I weigh too much. The weight itself isn't the problem. It's more that
the pad of fat in my belly interferes with proper taiji breathing. Have
tried various dieting schemes and of course none of them worked over the
long-run. Hope springs eternal, of course. What makes the Shangri-La Diet more likely to succeed is that it has a
theory for why diets fail based on evoluntionary biology.
So, I'm gonna give it a try. First dose of ELOO last night. Not so
hungry for breakfast, but of course that's probably me fooling myself.
A the end of 2006 (literally) I posted on "Faith in Free
Markets". Through the (free market) miracle that is Google, I
found a blog posting by Jeremy Hunsinger objecting to
the possibility of saying anything about free markets, since all
markets have interventions, saying:
I'd love to know where they found a free market to have
faith in. I've never seen one that wasn't structured, biased or
otherwise guaranteed by governmental or corporate
structures.
Unfortunately, this idea exhibits a profound lack of understanding
of economics. Jeremy isn't the only person to make this claim. A
quick Google search for "no such thing as a free market" finds this and this
and this which
agree 100% with Jeremy, and are equally wrong. Economists rarely
study anything by itself. Economics isn't the study of one thing; it
is the study of one thing versus another. Economists try to figure
out what you'll give up of one thing in order to get another, and
why.
There's no point to objecting to advocacy for free markets by
pointing out there is no pure free market, free of any coercive
influence. We can compare more-free markets to less free markets, and
decide which ones we like. If we like more-free markets, then we
advocate for free markets, all the while realizing that the people who
like less free markets will prevent us from having a completely free
market.
It's not about free markets. It's about free-er markets.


• _HOW TO COMPLETE THIS TASK_
Select the lines of the records containing the word "transformation" and list them.

• _Records drawn from a dataset_
++++++++
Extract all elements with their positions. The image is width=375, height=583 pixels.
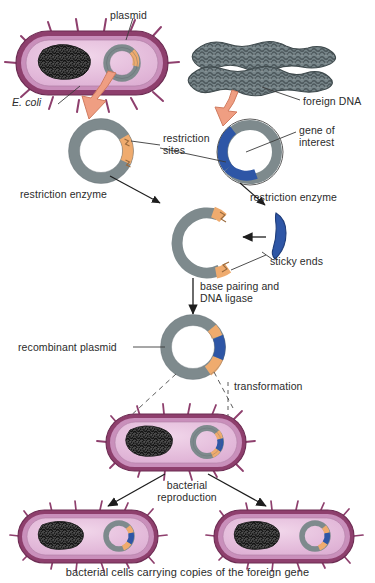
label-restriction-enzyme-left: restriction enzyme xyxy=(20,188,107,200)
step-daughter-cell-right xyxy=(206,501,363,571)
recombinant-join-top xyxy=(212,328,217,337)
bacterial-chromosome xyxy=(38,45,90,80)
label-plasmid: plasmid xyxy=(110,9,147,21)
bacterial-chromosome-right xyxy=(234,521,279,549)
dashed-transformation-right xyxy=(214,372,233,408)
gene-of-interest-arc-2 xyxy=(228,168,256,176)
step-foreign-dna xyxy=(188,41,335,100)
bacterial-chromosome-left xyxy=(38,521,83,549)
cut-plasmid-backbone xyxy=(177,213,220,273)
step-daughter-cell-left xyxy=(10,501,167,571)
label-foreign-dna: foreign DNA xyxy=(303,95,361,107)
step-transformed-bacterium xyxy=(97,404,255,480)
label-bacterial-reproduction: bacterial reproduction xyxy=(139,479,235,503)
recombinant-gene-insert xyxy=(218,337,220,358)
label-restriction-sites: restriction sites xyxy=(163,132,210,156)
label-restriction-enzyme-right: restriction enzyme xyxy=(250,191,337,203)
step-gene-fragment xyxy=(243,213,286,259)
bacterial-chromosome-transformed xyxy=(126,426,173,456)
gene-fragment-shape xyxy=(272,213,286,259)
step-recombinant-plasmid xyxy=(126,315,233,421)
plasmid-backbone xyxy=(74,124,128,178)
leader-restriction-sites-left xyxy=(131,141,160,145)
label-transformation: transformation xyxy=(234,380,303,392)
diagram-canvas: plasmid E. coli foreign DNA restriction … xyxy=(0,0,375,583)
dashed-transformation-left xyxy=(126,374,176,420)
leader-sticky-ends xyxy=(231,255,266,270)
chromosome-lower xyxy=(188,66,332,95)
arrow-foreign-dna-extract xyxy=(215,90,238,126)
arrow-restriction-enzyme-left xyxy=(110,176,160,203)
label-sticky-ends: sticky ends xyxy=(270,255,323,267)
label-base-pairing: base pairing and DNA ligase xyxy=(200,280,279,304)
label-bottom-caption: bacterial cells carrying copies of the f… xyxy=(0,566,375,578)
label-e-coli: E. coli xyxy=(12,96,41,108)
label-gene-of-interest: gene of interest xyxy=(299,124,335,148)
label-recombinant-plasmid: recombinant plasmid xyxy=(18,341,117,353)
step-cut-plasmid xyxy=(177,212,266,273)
++++++++
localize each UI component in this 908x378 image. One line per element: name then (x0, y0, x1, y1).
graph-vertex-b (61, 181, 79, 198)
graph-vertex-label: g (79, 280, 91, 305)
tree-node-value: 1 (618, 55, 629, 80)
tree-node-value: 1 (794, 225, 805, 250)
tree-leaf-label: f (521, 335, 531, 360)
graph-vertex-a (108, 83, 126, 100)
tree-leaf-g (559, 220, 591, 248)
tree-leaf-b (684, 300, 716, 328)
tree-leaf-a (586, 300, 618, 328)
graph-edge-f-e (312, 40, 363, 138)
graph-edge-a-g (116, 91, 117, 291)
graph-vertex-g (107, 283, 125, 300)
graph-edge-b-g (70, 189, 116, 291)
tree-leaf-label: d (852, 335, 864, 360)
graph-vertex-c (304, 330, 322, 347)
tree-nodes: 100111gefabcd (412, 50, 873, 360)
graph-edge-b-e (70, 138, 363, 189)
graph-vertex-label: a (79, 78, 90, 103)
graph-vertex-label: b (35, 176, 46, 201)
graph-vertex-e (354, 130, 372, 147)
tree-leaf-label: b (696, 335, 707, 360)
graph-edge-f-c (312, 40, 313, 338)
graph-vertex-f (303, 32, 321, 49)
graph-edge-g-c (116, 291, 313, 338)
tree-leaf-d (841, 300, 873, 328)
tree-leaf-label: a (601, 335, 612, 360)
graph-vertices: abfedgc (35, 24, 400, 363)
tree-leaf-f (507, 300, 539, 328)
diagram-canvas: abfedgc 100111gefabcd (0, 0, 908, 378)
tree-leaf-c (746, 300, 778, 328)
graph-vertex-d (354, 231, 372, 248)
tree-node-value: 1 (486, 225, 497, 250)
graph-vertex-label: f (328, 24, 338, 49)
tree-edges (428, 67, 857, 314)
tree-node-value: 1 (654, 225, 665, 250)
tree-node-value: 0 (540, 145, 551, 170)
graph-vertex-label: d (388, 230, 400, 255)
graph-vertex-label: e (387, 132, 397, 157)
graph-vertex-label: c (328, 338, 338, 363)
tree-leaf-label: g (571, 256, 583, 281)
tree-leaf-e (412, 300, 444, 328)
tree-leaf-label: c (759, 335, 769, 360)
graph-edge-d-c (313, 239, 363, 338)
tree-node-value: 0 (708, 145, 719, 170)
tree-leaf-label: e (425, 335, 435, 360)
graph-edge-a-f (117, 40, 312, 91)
++++++++
• _EXPECTED OUTPUT_
dashed-transformation-right xyxy=(214,372,233,408)
label-transformation: transformation xyxy=(234,380,303,392)
dashed-transformation-left xyxy=(126,374,176,420)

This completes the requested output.